Routes and Forms of Medication Administration
Medications reach the body through multiple pathways, each with distinct dosing considerations. Oral administration remains the most common route—tablets, capsules, and liquids taken by mouth offer convenience and patient compliance advantages.
Parenteral routes bypass the digestive system entirely. Subcutaneous, intramuscular, and intravenous injections deliver drugs directly into tissue or bloodstream, often requiring more precise calculations due to rapid absorption. Topical application—creams, patches, eye drops, rectal suppositories—limits systemic exposure and may follow different dosing logic than systemic routes.

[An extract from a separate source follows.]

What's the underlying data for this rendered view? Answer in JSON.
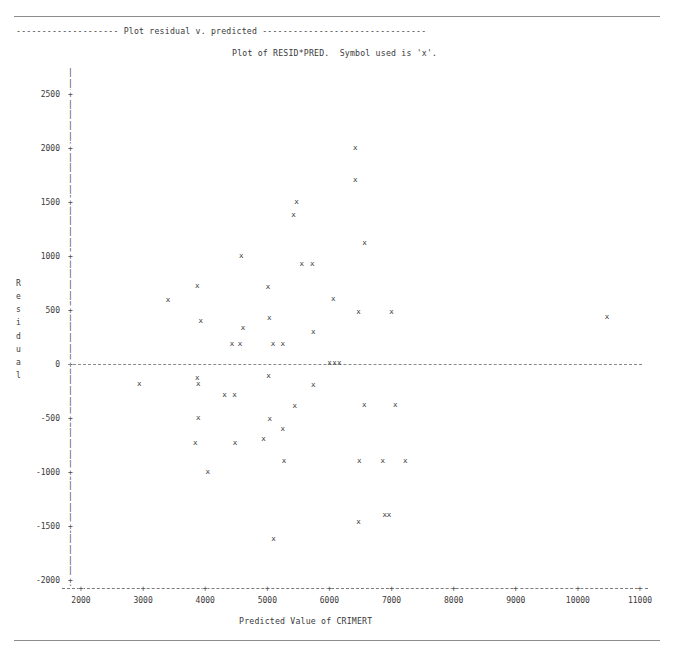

Inhalation therapy, common in respiratory conditions, deposits medication directly in the lungs. Each route's bioavailability differs, meaning the same drug strength may produce different clinical effects depending on administration method. Your healthcare provider specifies both the dose and the intended route; never substitute one for another without professional guidance.
Why Weight-Based Dosing Matters
A newborn's body mass may be 1/40th that of an adolescent, yet both require the drug to reach therapeutic levels. Simply giving identical doses would create dangerous overdosing in infants or underdosing in larger patients. Weight-based calculations ensure the drug concentration reaching target tissues remains consistent across different body sizes.
This principle extends beyond paediatrics. Adults taking heparin (anticoagulant), certain antibiotics, and muscle relaxants receive doses calculated per kilogram of body weight. Obesity, renal impairment, and other physiological factors further justify individualised calculations rather than one-size-fits-all prescriptions.
The medieval alchemist Paracelsus observed that dose determines whether a substance heals or harms—a truth modern medicine validates daily. Careful, accurate calculation protects against adverse effects while maximising therapeutic benefit.
Core Dosing Equations
The foundational equation for weight-based dosing multiplies body weight by the prescribed dosage strength. When medication arrives in liquid form, an additional step converts the required dose into the volume to administer. Below are the essential formulas:
Dose = Weight × Dosage per kg
Total Daily Dose = Weight × Dosage per kg
Liquid Dose = Dose ÷ Concentration
Concentration = Dose ÷ Liquid Dose
Weight— Patient's body weight in kilograms or poundsDosage per kg— Prescribed drug strength in mg per kilogram (or per pound) of body weightDose— Total amount of active ingredient required for a single administrationConcentration— Strength of medication per unit volume (e.g., mg/mL for liquids)Liquid Dose— Volume of liquid medication to administer
Fixed vs. Weight-Adjusted Dosing
Fixed-dose medications ignore body weight entirely. Vaccines, for instance, contain a predetermined amount suitable across age ranges. No calculation needed—administer the full unit dose as packaged.
Weight-adjusted drugs require multiplication. Most paediatric medicines, many antibiotics, and anticoagulants fall into this category. The prescriber specifies the dose per kilogram; you multiply by the patient's actual weight to find the required amount.
Frequency-dependent calculations become necessary when a single dose differs from the total daily amount. If a drug is prescribed as 5 mg/kg given three times daily, the single dose is (weight × 5) and the daily total is (weight × 5 × 3). This distinction matters when counselling patients on daily pill counts or when adjusting for liver or kidney disease.
Common Pitfalls in Dose Calculation
Even small arithmetic errors in medication dosing can produce significant clinical harm.
- Unit Inconsistency — Always verify whether body weight is recorded in kilograms or pounds before multiplying. A 22 lb infant is roughly 10 kg; using the pound figure directly will overdose by more than twofold. Convert to a single standard (usually kg in medical practice) before calculating.
- Forgetting Concentration in Liquid Formulas — The dose (mg) is not the same as the volume to give (mL). A 100 mg dose from a 50 mg/mL suspension requires 2 mL, but many errors occur when this conversion step is skipped. Always divide the required dose by the concentration to obtain the correct volume.
- Ignoring Dosing Intervals — A prescription for '10 mg/kg twice daily' means two separate doses per day, each calculated as (weight × 10). The total daily amount is (weight × 10 × 2). Confusing the single dose with the daily total can lead to underdosing or, worse, accidental doubling of administered amounts.
- Rounding Without Clinical Review — Calculators may show 12.7 mL, but tablets or syringes typically dispense in standard increments (0.5 mL, 1 mL, 5 mL). Consult the prescriber if rounding significantly changes the intended dose, especially in paediatric or critical-care settings where small margins exist between efficacy and toxicity.